In this day and age of low-cost consumer video products, it can be pretty hard to make a buck. Roxio met the challenge by combining its formidable disk-creation software with video- and photo-editing and charging a premium for the suite compared to similar products. The ace in the hole for the com-pany was their CD/DVD-burning tools acquired with Adaptec. Well, time marches on—Sonic Solutions acquired Roxio and now the company has all kinds of expertise including DVD-making, video, audio expertise, and -backup.

An adequate review of Roxio’s new Creator 9 should probably take a few months and a few disasters to fully assess its features and backup capabilities. Over the years it seems that Roxio, a division of Sonic Solutions, has simply added stuff to the program. It sure doesn’t seem like anything has ever gone away. That means that some of the capa-bilities in this portmanteau of products are pretty venerable, and it means that the program can be a tad leisurely when you’re navigating through it.

The audio and the video of it

It’s the new features that are the best in this new collection of tools from Roxio, and some of them have become indispensable to me in no time.

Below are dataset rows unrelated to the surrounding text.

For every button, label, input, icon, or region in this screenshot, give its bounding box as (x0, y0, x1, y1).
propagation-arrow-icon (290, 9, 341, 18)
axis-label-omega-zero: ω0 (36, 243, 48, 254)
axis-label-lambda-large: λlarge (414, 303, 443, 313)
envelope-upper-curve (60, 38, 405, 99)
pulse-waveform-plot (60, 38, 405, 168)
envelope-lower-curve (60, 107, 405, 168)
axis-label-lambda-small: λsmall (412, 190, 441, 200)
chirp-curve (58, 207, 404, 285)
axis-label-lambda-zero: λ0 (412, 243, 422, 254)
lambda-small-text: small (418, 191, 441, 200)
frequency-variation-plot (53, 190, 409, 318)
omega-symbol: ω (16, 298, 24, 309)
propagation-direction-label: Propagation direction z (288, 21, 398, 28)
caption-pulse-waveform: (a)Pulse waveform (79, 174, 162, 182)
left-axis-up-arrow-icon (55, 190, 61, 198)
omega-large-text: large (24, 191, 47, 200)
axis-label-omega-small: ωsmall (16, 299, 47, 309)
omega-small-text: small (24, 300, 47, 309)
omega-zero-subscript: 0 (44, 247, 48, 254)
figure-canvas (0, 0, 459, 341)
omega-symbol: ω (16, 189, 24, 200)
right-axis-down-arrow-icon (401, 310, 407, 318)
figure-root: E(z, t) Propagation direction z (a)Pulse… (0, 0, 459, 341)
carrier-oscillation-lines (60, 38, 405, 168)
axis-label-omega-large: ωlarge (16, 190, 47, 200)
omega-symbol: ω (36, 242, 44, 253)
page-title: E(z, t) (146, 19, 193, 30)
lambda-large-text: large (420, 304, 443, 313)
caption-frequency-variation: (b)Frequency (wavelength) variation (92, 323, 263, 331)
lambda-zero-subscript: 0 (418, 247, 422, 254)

For example, Roxio has added audio recording, and it’s a tool I use almost every day. I use it to record financial calls in the background so that I can then transfer them to my iPod and listen to them in the car. Likewise, radio shows can be recorded. The software can analyze tracks and break between songs. I find that knowing I have the tool means that I use it a lot more than I thought I would just reading about it. It’s the equivalent of a screen-capture tool for audio. If further editing is needed, Roxio has included a simple audio editor that is really a dream to figure out and to use.

I have been working on Podcasts lately and I have been switching between more sophisticated tools and the simple Roxio Sound Editor, and there are times when everything else is just too complicated. After all, all I want to do is trim an opening or clip out some noise. Within a few hours of fooling around with the Roxio’s Sound Editor I could edit files about as easily as I can type.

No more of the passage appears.